For years, this site and others where black women labored to serve their South Side communities have gone unnoticed. But two women are releasing a guidebook that maps where more than 40 black women landed during the 1800s and early 1900s and worked to transform life for African-Americans.

Some, like social justice crusader and journalist Ida B. Wells; poet and Pulitzer Prize winner Gwendolyn Brooks, and pilot Bessie Coleman, are well known. But most of the women in the book, "Lifting as They Climbed," have faded into history, even as their work in medicine, the fine arts, organizing and housing continues to touch lives.

"I want people to think about what these women did, the stories they told, the music they made, the institutions they built and how it's connected to black women's lives today," said co-author Mariame Kaba.

The project comes during a national conversation about how black women's contributions have been erased from history and what that has meant for women who have followed in their footsteps.

There are tours that highlight historical landmarks important to the black community, but this project is unique because it is centered on significant women — specifically points to their homes, churches, schools and businesses. For example: the crumbling three-flat in the 6100 block of South Rhodes where writer Lorraine Hansberry grew up in the 1930s. It inspired the play "A Raisin in the Sun."

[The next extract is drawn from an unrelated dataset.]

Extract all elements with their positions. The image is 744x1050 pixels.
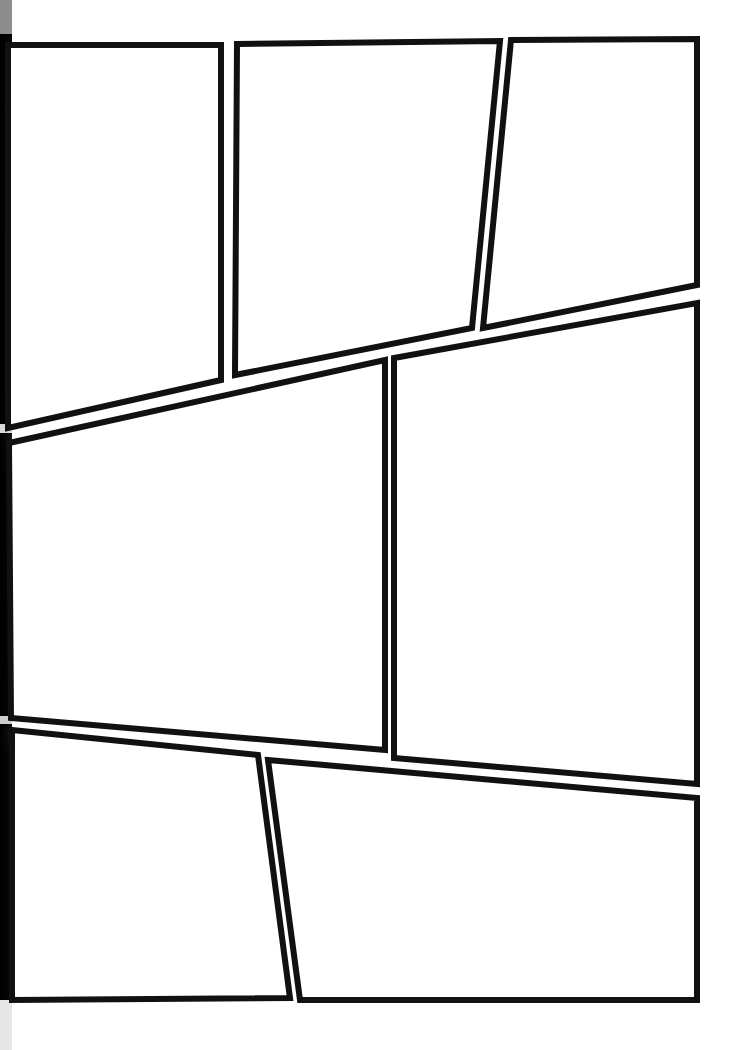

"I want young girls to visit these places and see what black women built," Kaba said.

The guidebook — at chicagoblackwomen tour.com — was the brainchild of Kaba, who moved to Chicago in 1995. An educator and social justice organizer, Kaba realized she was following in the footsteps of other black women. "We walk by places and don't know the history," she said.

She began to research women like Emma Jane Atkinson, who moved to Chicago in 1847, became an abolitionist and helped provide food, clothing and shelter to runaway slaves. She learned about Fannie Hagen Emanuel, who arrived in the mid-1880s and opened a settlement home for black girls where she taught them how to sew, cook and develop other skills so they could find work. At 41, Emanuel went to medical school and became one of the country's first black doctors serving black women.

For Essence McDowell, the project came just as she was exhausted from her activist work. She was sitting on boards, marching in protests and helping younger activists develop organizing strategies. Her volunteer work stretched her thin, and she wondered if she was being effective.

McDowell and Kaba developed a list of women they wanted to highlight. With research the list grew, in part because one woman's story would carry them to another woman's story. They narrowed their list, focusing on the South Side and women with a range of backgrounds.

"These black women created a road map, a blueprint for how to build in a community," said McDowell, shown above at Hansberry's House. "These women didn't care what people thought of them, they didn't let racism stop them, they didn't let the threat of violence, didn't let social structures, stop them."

Neither of the women was paid for producing the book and they worked on it between their full-time jobs.

McDowell said the project re-energized her. "I consider these women my family now," she said. "There's Mama Elam. Mama Emanuel. Mama (Roberta Evelyn Winston) Martin. These women are a part of me and part of our city."